The decision to dress the three gothically pale former wives in dusty faded 18th century ball gowns doesn't really fit with the modern aesthetic elsewhere in the production, but that's almost certainly intentional. If Walsh is applying the allegory of Duke Bluebeard's Castle to a modern relationship, the fate of Judith to similarly accept the old-fashioned attire of the previous wives only emphasises the reality that nothing has changed, that the distinctions and roles remain largely the same as they have been since the dark ages. The allegorical nature of the work allows room to consider the moral as not quite simplistic as all men are domineering aggressive brutes with dark silent desires and women are fatally victim of their own insatiable curiosity and pushiness.

Walsh perhaps can't risk leaving it on that note, so there is another revelation lying deeper within the seventh room, one that explains the significance of the young boy at the start of the opera (padding out the short length of the one-act work) by building a speaker and delivering an additional message in English before the traditional Hungarian prologue. The revelation of abandoned children sitting among ruins could be a reference to the disturbing proclivities of Gilles de Rais, the real-life inspiration for Duke Bluebeard, but it also opens the hermetic relationship drama out to the realities of how those dark urges for power, money and violence can lead to miseries elsewhere in the world.

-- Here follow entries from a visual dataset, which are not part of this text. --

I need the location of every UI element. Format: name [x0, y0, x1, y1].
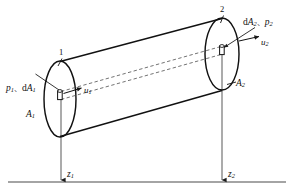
outlet-elevation-subscript: 2	[232, 172, 235, 179]
inlet-label-separator: 、	[14, 84, 22, 93]
inlet-area-subscript: 1	[33, 86, 36, 93]
stream-tube-figure: 1 2 p1、dA1 dA2、p2 u1 u2 A1 A2 z1 z2	[0, 0, 293, 195]
inlet-section-area-label: A1	[26, 110, 35, 120]
outlet-section-area-subscript: 2	[242, 81, 245, 88]
outlet-velocity-subscript: 2	[266, 41, 269, 47]
outlet-velocity-label: u2	[261, 38, 269, 47]
outlet-label-leader-line	[224, 28, 255, 48]
stream-tube-body	[60, 19, 222, 137]
outlet-elemental-area-element	[220, 45, 225, 55]
outlet-section-area-label: A2	[236, 79, 245, 89]
outlet-label-separator: 、	[257, 18, 265, 27]
station-1-label: 1	[59, 48, 63, 57]
inlet-velocity-vector	[64, 88, 82, 94]
outlet-pressure-area-label: dA2、p2	[243, 18, 273, 28]
inlet-velocity-label: u1	[84, 86, 92, 95]
station-1-tick	[58, 59, 62, 67]
outlet-velocity-vector	[239, 37, 259, 42]
inlet-elemental-area-element	[58, 90, 63, 100]
stream-tube-drawing	[0, 0, 293, 195]
inlet-velocity-subscript: 1	[89, 89, 92, 95]
outlet-pressure-subscript: 2	[270, 20, 273, 27]
inlet-pressure-area-label: p1、dA1	[6, 84, 36, 94]
outlet-elevation-label: z2	[228, 170, 235, 180]
inlet-elevation-subscript: 1	[71, 172, 74, 179]
inlet-elevation-label: z1	[67, 170, 74, 180]
inlet-section-area-subscript: 1	[32, 112, 35, 119]
station-2-label: 2	[220, 5, 224, 14]
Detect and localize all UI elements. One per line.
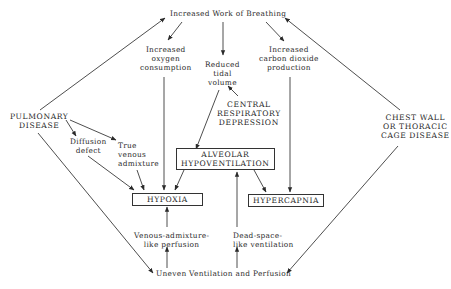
node-increased-oxygen-consumption: Increased oxygen consumption: [140, 45, 191, 73]
node-chest-wall-disease: CHEST WALL OR THORACIC CAGE DISEASE: [381, 113, 450, 141]
edge-work-to-co2: [266, 22, 284, 41]
node-reduced-tidal-volume: Reduced tidal volume: [205, 60, 240, 88]
node-diffusion-defect: Diffusion defect: [70, 137, 107, 155]
edge-alveolar-to-hypoxia: [175, 170, 184, 190]
node-dead-space-like-ventilation: Dead-space- like ventilation: [233, 231, 294, 249]
node-true-venous-admixture: True venous admixture: [118, 141, 159, 169]
edge-alveolar-to-hypercapnia: [254, 170, 266, 192]
node-increased-co2-production: Increased carbon dioxide production: [259, 45, 319, 73]
node-alveolar-hypoventilation: ALVEOLAR HYPOVENTILATION: [176, 148, 275, 170]
node-venous-admixture-like-perfusion: Venous-admixture- like perfusion: [134, 231, 209, 249]
edge-venous-to-hypoxia: [137, 170, 144, 190]
diagram-edges: [0, 0, 451, 289]
node-pulmonary-disease: PULMONARY DISEASE: [10, 112, 68, 130]
edge-work-to-oxygen: [168, 22, 182, 40]
node-increased-work-of-breathing: Increased Work of Breathing: [170, 9, 286, 18]
node-uneven-ventilation-and-perfusion: Uneven Ventilation and Perfusion: [156, 269, 291, 278]
node-central-respiratory-depression: CENTRAL RESPIRATORY DEPRESSION: [217, 100, 281, 128]
node-hypercapnia: HYPERCAPNIA: [248, 194, 324, 207]
edge-tidal-to-alveolar: [196, 90, 219, 149]
node-hypoxia: HYPOXIA: [132, 193, 203, 206]
edge-chest-to-uneven: [287, 146, 398, 273]
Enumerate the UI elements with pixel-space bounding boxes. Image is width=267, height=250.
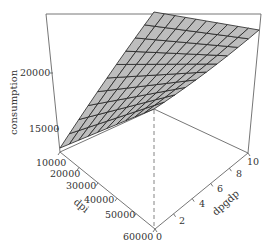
dpgdp-tick-10: 10 [247,156,259,167]
dpgdp-axis-title: dpgdp [210,188,241,218]
plot-canvas: consumption 20000 15000 10000 20000 3000… [0,0,267,250]
dpi-axis-ticks [58,152,155,232]
z-tick-15000: 15000 [29,123,59,134]
dpgdp-tick-2: 2 [179,215,185,226]
surface-mesh [60,12,259,148]
dpi-tick-30000: 30000 [66,180,96,191]
surface-plot: consumption 20000 15000 10000 20000 3000… [0,0,267,250]
dpgdp-tick-4: 4 [199,198,205,209]
dpgdp-tick-0: 0 [156,231,162,242]
dpgdp-tick-8: 8 [236,168,242,179]
dpi-tick-50000: 50000 [105,209,135,220]
dpi-tick-10000: 10000 [36,157,66,168]
dpgdp-tick-6: 6 [217,183,223,194]
dpi-tick-20000: 20000 [50,168,80,179]
dpi-tick-60000: 60000 [123,231,153,242]
z-axis-title: consumption [8,69,19,135]
z-tick-20000: 20000 [20,67,50,78]
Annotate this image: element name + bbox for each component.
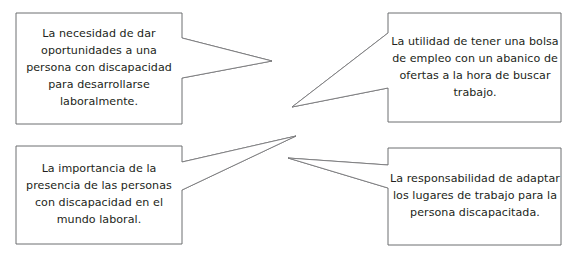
callout-shapes-group (0, 0, 577, 265)
callout-top-left-shape[interactable] (16, 13, 272, 124)
callout-bottom-left-shape[interactable] (16, 136, 296, 244)
callout-bottom-right-shape[interactable] (288, 148, 561, 245)
diagram-canvas: La necesidad de dar oportunidades a una … (0, 0, 577, 265)
callout-top-right-shape[interactable] (292, 13, 561, 122)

If this idea was going to work it really needed the full support of the musical and singing forces and there was much to offer and impress on that front. Conductor André de Ridder perfectly controlled the wide dynamic of the work allowing space for the drama to work within it, but also insuring a wide spacial dynamic within and outside the pit for the harp on one side and the booming percussion up at the back of the other side of the stage. Paula Murrihy's Judith was delivered with lyrical and dramatic conviction and Duke Bluebeard was well characterised by Joshua Bloom. His warm timbre was underpinned by a steely defiance that managed not only to be menacing, but seductive and even loving, particularly when describing the qualities of his three previous wives. The results were thrilling and chilling.